The editors dedication to doing so is evident even when their support of the "public option" doesn't square with the news the provide readers... as in this delicious morsel of cognitive dissonance from editor Anne Zieger...
Establishing a government-run public health plan to compete with private health plans may be a great idea, or the model may truly be rife with those nasty "unintended consequences" its opponents like to cite. I simply don't have enough data to tell you whether it's a good idea for the long term.
But what I can tell you is that as a blunt instrument, it seems that analysts are pretty much agreed that a public plan will have the immediate effect the Obama administration is hoping for, which is to drive down private health insurance costs. A new study by Lewin Group is only the most recent to project that a government-run plan would come in with much lower premiums than its private competitors--in its case 20 percent lower. And sure enough, private health plans will have to respond with big price cuts of their own.
True, if you're a financial manager reading this, one of those pesky "unintended consequences" is probably that you'll find that your reimbursements falling. Private health plans are going to pass those price cuts on to you, after all. Hopefully, you'll make up the difference by seeing far more insured patients walk in your doors, a deal that's pretty much on the table under any version of reform, but yes, for the short term you'll be in a scary place. Hopefully, though, the longer-term picture includes a more-stable system that works better for everybody.
Overall, the bottom line is that at present, giving way on a government-option plan is a pointless compromise that wastes not only an enormous amount of Congressional time and effort, but also a unique moment in history when the President, the Congress and the people are agreed that it's worth seeing everyone take some big bruises to fix some of health system's biggest problems.
Namby-pamby half-measures like a health co-op, which, let's face it, still has an incentive to keep its medical expense low so it can grow and attract new members, are feel-good nonsense which do nothing to take advantage of the government's powerful position in the industry. Create health co-ops and you've only added another player to basic capitalist cycle, not-for-profit though it may be.
So I say, come on now, Congressional leaders. Don't pussy-foot around--be honest and forceful about what the government option is intended to do. It's designed to hit the health insurance industry with a clue-by-four and let it know that the time of extreme profit-taking is on its way out. If you can't get that through, so be it, but at least you'll have fought the good fight. Don't let this once-in-a-lifetime chance to save countless Americans' lives and health go away because you refused to take a real stand. - Anne
Meanwhile there are these stories about the impact of government involvement on "profit taking"... (which will also affect Anne's job no doubt..)

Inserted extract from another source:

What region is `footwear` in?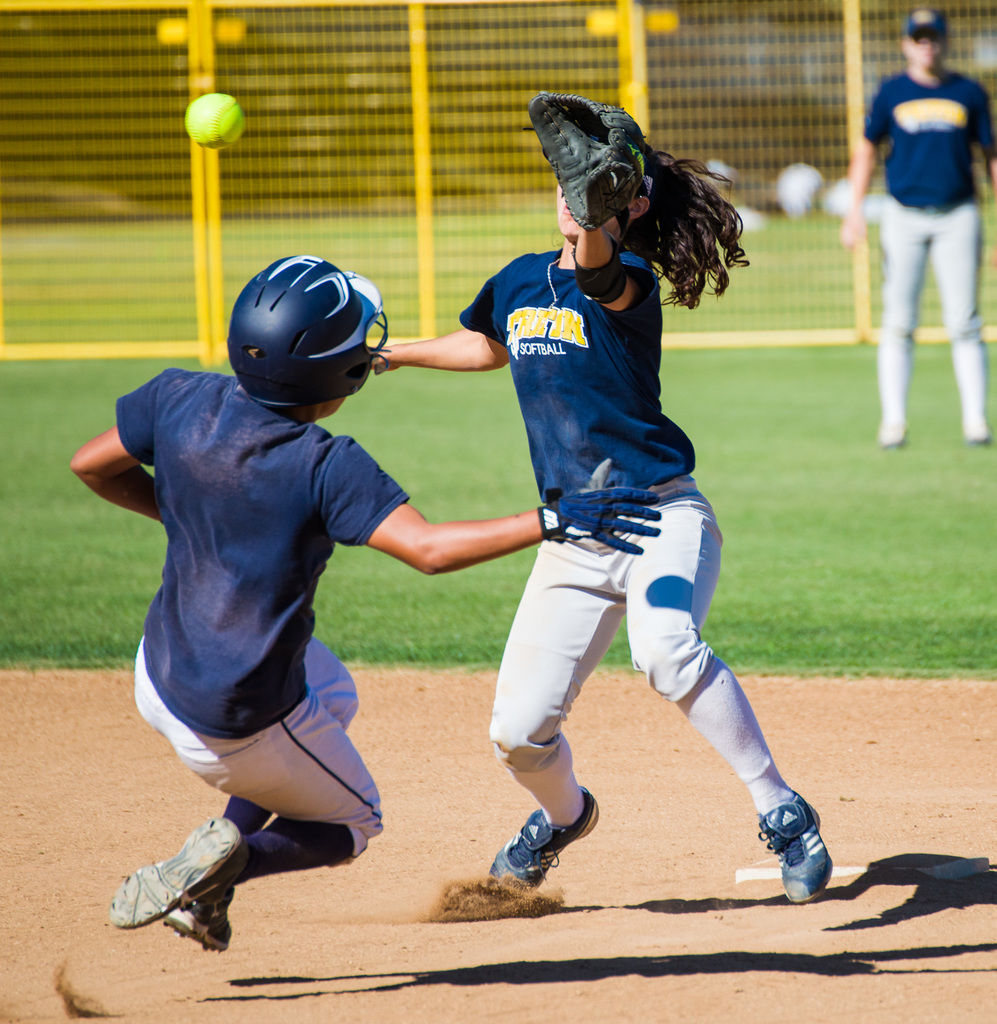
BBox(104, 822, 250, 929).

According to a new analysis by The Lewin Group, under a health reform draft currently under consideration by Congress, the number of uninsured Americans would fall dramatically, by about 32. 6 million, and premiums for a "public option" plan would be an average of 20 percent less than private plans for families.

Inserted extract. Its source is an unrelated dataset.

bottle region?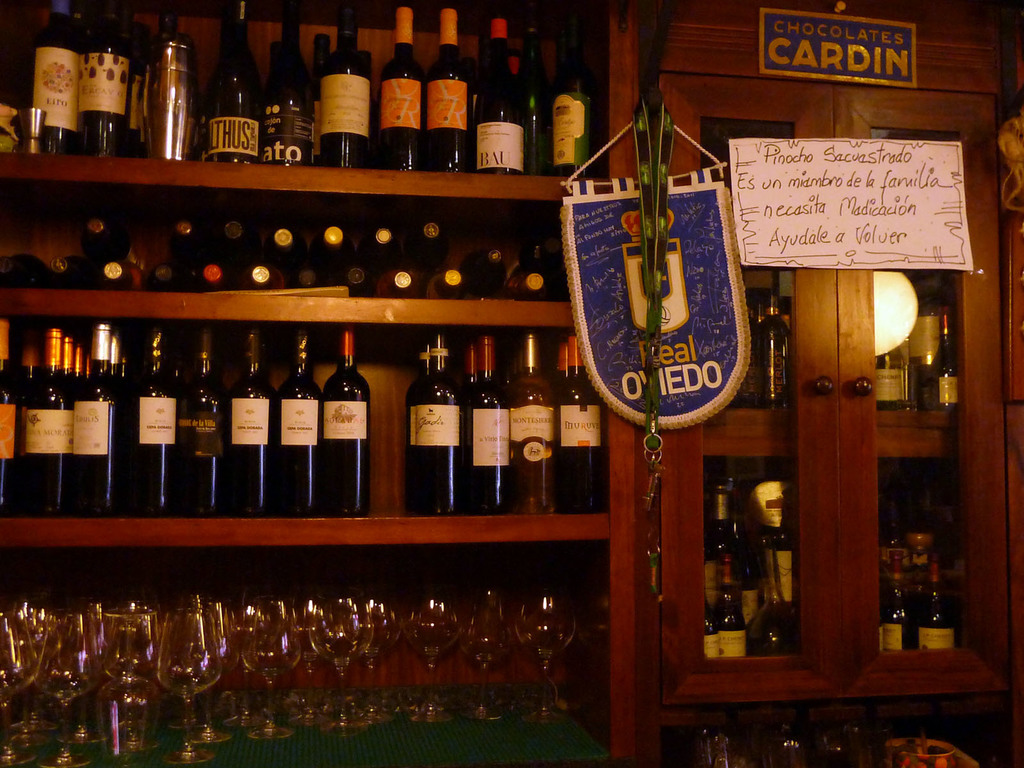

However, things don't look so rosy for providers, the report suggests. Hospitals that accept Medicare and other public plan reimbursements would see cuts that take them down to an average of 32 percent below what private health plans pay. Physicians would see their pay cut by an average of 14 percent below what private insurances pay out for a given treatment, Lewin's analysis concluded.
While Lewin doesn't make a big deal of it, apparently it does support the conclusion that a public plan would put considerable pressure on private plans to lower their premiums, something employers and consumers are likely to favor. However, clearly providers face a real threat here. This data is definitely something to chew on..
Yes indeed, especially since a lot of those private sector providers are in the non-profit sector, and accept a whole bunch of Medicaid and Medicare folks already. Meanwhile there is this, also in Fiercehealthfinance...
The next few months shouldn't be much better for non-profit hospital systems than the first half of 2009 was, according to a new report from financial ratings firm Standard & Poor's. S&P says that with the recession continuing to grind away at balance sheets and credit market troubles limiting access to cash, systems are continuing to struggle.
The agency reports that median operating margins fell or remained flat for the 134 systems it rates, regardless of their credit rating. Overall, the median operating margin for the group was 2.4 percent, compared with 2.8 percent the prior year.
Net margins, which take into account plunging investment income, fell from 6.3 percent in 2007 to 2.5 percent in 2008. Meanwhile, cash reserves were sapped as health systems used savings for capital investments and pension funds, and to post collateral on interest-rate hedges known as swaps.
As a result of these pressures, health system rating downgrades doubled in 2008, to 18, with S&P lowering the outlook for 27 systems, up from 14 such actions the previous year.
To learn more about the S&P report:
Read this American Medical News piece
I am sure all that public reimbursement will make the non-profit situation just namby-pamby....
Good thing Anne has that quality of care and impact on life expectancy and morbidity issue worked too... particularly among the chronically ill seniors, poor minorities and low birth weight neonates... but maybe that's just the namby-pamby in me...
At least Zieger is honest: a government takeover of health is a blunt instrument: price controls and rationing.
Now I am wondering if she was being sarcastic or serious?